Guides What is blockchain?
Introduction
A blockchain is a distributed digital ledger where transaction information is stored in sequential blocks that are cryptographically chained together. The transaction information is immutable but is readable to any entity that has access to the blockchain.
How does blockchain work?
How each blockchain generates these blocks depends on its architecture. In general terms though, this is how it is done:
- The blockchain network either choses or incentivises a computer, called a node, to validate transactions waiting to be included in the next block of the blockchain.
- This node selects a group of unconfirmed transactions and applies a set of validation rules to each transaction in turn, this is known as the consensus mechanism. While these rules can vary between blockchains, they all involve applying a cryptographic algorithm to confirm the authenticity of a transaction. All nodes know the consensus mechanism, ensuring that any node chosen to validate a transaction will always generate the same result or any incentivised node has the ability to solve the cryptographic problem.
- After the original node validates a number of transactions, it notifies the other nodes on the network.
- Each node then confirms the original node’s result using the consensus mechanism.
- Once the rest of the network agrees, the block is added to the blockchain.
- This validation process generates a unique cryptographic hash value which is then used to validate the transactions in the next block.
This linking of blocks through the hash forms the chain hence the name blockchain. The network repeats this process for each new block.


## Problem description
Exact transcription of the records is required.

%%

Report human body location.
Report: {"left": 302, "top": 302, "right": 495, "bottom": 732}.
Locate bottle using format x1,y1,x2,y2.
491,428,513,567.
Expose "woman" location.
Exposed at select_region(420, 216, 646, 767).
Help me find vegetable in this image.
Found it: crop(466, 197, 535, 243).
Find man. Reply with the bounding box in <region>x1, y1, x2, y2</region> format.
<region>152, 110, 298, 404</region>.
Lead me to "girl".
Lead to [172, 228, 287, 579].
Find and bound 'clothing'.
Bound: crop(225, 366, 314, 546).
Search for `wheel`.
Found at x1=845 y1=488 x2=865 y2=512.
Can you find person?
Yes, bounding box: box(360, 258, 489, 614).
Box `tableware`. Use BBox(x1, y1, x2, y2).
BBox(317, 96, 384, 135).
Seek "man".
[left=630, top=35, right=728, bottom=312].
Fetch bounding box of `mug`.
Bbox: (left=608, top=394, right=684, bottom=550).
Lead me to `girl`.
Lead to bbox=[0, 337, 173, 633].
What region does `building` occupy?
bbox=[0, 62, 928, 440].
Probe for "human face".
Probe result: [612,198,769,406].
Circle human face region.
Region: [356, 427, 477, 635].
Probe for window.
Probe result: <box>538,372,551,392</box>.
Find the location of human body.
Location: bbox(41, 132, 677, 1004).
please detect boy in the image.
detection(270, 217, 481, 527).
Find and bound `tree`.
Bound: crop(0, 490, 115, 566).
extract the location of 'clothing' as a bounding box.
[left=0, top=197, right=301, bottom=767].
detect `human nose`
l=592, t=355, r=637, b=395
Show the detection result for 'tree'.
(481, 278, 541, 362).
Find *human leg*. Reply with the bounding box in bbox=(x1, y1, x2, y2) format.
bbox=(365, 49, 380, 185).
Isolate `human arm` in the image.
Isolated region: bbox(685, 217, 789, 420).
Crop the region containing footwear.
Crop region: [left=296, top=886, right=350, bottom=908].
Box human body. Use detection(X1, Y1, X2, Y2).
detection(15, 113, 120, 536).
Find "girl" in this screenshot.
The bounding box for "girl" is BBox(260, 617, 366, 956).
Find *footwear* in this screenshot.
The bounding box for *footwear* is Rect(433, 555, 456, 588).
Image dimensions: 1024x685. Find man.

%%

## Result of this exercise
Report human body location.
Report: {"left": 302, "top": 302, "right": 495, "bottom": 732}.
Locate bottle using format x1,y1,x2,y2.
491,428,513,567.
Expose "woman" location.
Exposed at select_region(420, 216, 646, 767).
Help me find vegetable in this image.
Found it: crop(466, 197, 535, 243).
Find man. Reply with the bounding box in <region>x1, y1, x2, y2</region> format.
<region>152, 110, 298, 404</region>.
Lead me to "girl".
Lead to [172, 228, 287, 579].
Find and bound 'clothing'.
Bound: crop(225, 366, 314, 546).
Search for `wheel`.
Found at x1=845 y1=488 x2=865 y2=512.
Can you find person?
Yes, bounding box: box(360, 258, 489, 614).
Box `tableware`. Use BBox(x1, y1, x2, y2).
BBox(317, 96, 384, 135).
Seek "man".
[left=630, top=35, right=728, bottom=312].
Fetch bounding box of `mug`.
Bbox: (left=608, top=394, right=684, bottom=550).
Lead me to `girl`.
Lead to bbox=[0, 337, 173, 633].
What region does `building` occupy?
bbox=[0, 62, 928, 440].
Probe for "human face".
Probe result: [612,198,769,406].
Circle human face region.
Region: [356, 427, 477, 635].
Probe for window.
Probe result: <box>538,372,551,392</box>.
Find the location of human body.
Location: bbox(41, 132, 677, 1004).
please detect boy in the image.
detection(270, 217, 481, 527).
Find and bound `tree`.
Bound: crop(0, 490, 115, 566).
extract the location of 'clothing' as a bounding box.
[left=0, top=197, right=301, bottom=767].
detect `human nose`
l=592, t=355, r=637, b=395
Show the detection result for 'tree'.
(481, 278, 541, 362).
Find *human leg*. Reply with the bounding box in bbox=(x1, y1, x2, y2) format.
bbox=(365, 49, 380, 185).
Isolate `human arm` in the image.
Isolated region: bbox(685, 217, 789, 420).
Crop the region containing footwear.
Crop region: [left=296, top=886, right=350, bottom=908].
Box human body. Use detection(X1, Y1, X2, Y2).
detection(15, 113, 120, 536).
Find "girl" in this screenshot.
The bounding box for "girl" is BBox(260, 617, 366, 956).
Find *footwear* in this screenshot.
The bounding box for *footwear* is Rect(433, 555, 456, 588).
Image dimensions: 1024x685. Find man.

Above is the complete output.